An English study released in The Lancet Psychiatry found that as many as 18 percent of cases of depression among older adults are caused by loneliness.
The study, conducted by the University College London, implicated data of over 4,000 elderly participants from the English Longitudinal Study of Aging (ELSA).
In the data, the participants were asked questions over a span of more than a decade of their experiences with social isolation, social engagement, social support, along with any depressive symptoms.
What the research team at UCL determined was that the depressive symptoms exhibited by the elderly participants were the result of loneliness. They concluded that 18 percent of depression cases with this age group may be directly caused by loneliness.
“We did a longitudinal study using seven waves of data that were collected once every 2 years between 2004 and 2017, from adults aged 50 years and older in the English Longitudinal Study of Ageing,” researchers explained in the publication.
“Irrespective of other social experiences, higher loneliness scores at baseline were associated with higher depression symptom severity scores during 12 years of follow-up among adults aged 50 years and older,” they concluded in their findings.
Given the results, researchers suggest that interventions that aim at reducing loneliness could in fact help prevent the onset of depression among older adults.
“Clinicians should be aware of loneliness as a potential risk factor for depression, assess for signs of loneliness in older adults, and consider strategies to address this loneliness,” researchers also determined.
The study was funded by the National Institute on Aging and a consortium affiliated with the National Institute for Health Research.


→ ABOUT THIS EXERCISE: Only the lines holding "JSON" are wanted. Copy every one from the records below.

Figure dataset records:
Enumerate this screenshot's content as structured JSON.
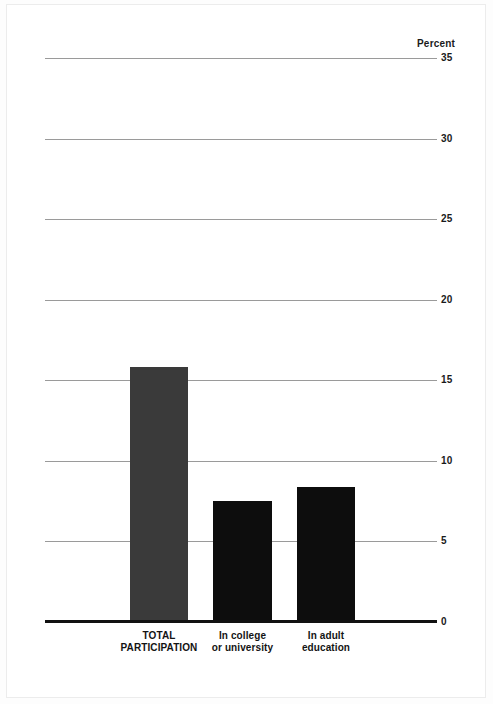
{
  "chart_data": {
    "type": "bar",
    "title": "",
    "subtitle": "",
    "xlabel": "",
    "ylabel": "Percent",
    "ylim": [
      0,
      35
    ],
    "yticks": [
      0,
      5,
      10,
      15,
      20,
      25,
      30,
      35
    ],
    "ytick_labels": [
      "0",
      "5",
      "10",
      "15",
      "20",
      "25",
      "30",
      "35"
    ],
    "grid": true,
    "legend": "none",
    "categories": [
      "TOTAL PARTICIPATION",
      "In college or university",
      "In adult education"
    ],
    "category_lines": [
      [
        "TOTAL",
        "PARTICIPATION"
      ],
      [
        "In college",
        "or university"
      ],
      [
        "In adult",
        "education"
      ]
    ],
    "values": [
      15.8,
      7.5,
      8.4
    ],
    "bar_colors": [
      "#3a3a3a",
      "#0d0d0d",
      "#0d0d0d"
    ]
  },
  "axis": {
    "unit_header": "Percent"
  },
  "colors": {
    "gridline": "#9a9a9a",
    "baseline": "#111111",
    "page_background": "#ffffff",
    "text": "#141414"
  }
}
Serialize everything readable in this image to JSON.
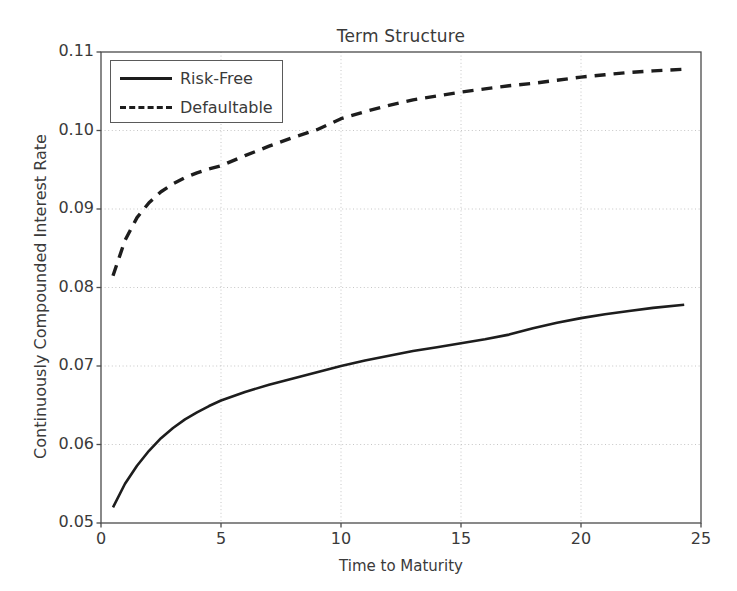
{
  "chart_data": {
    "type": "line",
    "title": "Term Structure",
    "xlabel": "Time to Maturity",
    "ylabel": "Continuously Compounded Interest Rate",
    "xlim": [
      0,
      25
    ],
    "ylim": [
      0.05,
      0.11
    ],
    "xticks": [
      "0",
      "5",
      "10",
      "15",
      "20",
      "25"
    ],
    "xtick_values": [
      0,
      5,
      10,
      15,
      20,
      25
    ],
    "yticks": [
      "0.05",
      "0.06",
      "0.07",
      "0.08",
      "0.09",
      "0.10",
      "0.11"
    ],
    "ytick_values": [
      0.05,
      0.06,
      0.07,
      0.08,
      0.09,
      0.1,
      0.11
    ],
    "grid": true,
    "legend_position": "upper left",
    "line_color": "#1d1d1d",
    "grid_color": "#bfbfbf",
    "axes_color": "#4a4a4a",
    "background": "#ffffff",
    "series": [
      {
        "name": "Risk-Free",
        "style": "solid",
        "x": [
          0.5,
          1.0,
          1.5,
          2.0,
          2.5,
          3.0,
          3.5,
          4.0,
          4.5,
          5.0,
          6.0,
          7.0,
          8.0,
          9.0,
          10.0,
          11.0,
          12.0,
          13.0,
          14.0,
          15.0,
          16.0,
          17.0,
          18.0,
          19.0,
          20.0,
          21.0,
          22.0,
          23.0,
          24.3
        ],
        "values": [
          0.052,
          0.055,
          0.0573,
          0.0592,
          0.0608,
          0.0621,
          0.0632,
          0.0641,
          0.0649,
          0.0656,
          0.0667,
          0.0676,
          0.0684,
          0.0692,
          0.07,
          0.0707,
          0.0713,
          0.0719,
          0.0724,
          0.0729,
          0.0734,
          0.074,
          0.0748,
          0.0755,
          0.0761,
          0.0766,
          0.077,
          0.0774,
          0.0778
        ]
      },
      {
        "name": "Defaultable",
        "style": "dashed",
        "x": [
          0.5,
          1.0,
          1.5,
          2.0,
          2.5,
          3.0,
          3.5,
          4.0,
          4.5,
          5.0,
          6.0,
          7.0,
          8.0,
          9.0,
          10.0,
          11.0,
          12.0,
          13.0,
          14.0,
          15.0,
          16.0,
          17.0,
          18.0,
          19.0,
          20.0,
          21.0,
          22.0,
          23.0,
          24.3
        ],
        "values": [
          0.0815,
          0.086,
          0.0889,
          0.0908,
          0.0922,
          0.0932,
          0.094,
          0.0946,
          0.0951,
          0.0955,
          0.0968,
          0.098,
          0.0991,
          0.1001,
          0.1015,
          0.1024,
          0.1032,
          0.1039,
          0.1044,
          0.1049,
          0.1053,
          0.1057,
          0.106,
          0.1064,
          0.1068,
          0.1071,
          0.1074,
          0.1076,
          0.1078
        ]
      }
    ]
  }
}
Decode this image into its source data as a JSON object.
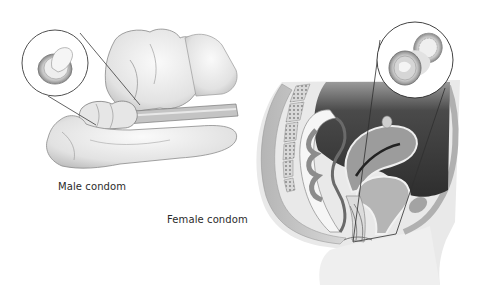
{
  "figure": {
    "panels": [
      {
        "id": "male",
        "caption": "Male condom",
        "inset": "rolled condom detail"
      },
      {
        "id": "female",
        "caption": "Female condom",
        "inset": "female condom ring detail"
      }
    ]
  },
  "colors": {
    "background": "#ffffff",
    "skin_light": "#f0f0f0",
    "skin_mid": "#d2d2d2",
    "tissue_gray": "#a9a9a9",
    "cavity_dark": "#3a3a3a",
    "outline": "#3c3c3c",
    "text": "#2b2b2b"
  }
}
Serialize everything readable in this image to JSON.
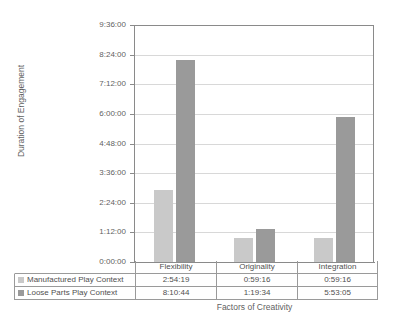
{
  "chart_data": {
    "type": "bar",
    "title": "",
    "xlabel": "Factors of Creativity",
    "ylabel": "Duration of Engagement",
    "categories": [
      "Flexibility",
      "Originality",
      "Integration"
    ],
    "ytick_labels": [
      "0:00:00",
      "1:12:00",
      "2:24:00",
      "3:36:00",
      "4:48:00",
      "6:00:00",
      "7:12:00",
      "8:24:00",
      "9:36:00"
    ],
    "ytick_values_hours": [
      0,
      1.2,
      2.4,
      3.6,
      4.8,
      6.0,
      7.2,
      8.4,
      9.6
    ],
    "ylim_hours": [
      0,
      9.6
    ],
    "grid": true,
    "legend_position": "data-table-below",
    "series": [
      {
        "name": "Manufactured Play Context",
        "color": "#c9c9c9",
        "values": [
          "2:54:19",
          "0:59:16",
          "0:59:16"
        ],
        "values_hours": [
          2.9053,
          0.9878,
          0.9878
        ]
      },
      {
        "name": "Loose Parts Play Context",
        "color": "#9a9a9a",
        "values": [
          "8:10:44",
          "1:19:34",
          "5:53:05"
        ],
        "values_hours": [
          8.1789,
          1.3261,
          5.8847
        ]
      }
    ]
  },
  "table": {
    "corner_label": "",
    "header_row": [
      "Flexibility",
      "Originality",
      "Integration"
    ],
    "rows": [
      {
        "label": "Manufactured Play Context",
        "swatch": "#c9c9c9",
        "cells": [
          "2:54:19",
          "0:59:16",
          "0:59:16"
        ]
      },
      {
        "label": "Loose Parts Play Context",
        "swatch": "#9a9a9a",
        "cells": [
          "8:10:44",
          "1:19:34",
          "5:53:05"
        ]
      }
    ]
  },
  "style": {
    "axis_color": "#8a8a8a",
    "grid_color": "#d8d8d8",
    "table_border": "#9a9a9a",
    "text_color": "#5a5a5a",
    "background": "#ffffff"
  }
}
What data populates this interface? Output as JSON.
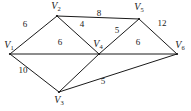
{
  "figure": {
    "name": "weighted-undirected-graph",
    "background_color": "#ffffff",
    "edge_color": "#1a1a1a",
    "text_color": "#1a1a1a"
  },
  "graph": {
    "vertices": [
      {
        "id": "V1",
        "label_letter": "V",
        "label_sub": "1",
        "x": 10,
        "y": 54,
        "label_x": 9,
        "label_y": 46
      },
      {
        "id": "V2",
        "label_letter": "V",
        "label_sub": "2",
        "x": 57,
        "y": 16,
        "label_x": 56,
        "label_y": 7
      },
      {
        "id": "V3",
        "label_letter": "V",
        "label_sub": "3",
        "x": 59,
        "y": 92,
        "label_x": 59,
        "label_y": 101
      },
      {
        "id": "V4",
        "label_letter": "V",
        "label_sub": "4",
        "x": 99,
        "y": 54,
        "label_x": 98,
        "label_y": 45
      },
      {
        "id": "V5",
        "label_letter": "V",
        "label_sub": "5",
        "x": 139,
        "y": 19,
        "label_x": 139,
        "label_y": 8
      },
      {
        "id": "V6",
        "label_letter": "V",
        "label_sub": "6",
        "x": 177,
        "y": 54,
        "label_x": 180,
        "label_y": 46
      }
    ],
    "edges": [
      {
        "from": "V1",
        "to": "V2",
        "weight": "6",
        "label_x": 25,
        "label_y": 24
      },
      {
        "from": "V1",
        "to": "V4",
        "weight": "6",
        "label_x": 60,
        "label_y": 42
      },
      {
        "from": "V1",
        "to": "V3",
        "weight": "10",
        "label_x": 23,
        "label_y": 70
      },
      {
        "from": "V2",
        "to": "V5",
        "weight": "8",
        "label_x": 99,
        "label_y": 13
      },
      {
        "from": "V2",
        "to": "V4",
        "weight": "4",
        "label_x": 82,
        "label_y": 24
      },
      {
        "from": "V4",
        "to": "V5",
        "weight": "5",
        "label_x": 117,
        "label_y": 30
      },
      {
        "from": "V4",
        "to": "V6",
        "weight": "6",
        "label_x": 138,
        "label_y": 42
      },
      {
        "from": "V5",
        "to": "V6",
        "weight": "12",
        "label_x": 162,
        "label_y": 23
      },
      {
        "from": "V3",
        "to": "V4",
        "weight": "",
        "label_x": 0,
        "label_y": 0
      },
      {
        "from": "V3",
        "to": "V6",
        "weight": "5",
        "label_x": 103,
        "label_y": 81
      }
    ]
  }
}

→ EXERCISE RESULT:
Enumerate this screenshot's content as structured JSON.
Serialize everything readable in this image to JSON.
Decode this image into its source data as a JSON object.
Serialize everything readable in this image to JSON.
What data populates this interface? Output as JSON.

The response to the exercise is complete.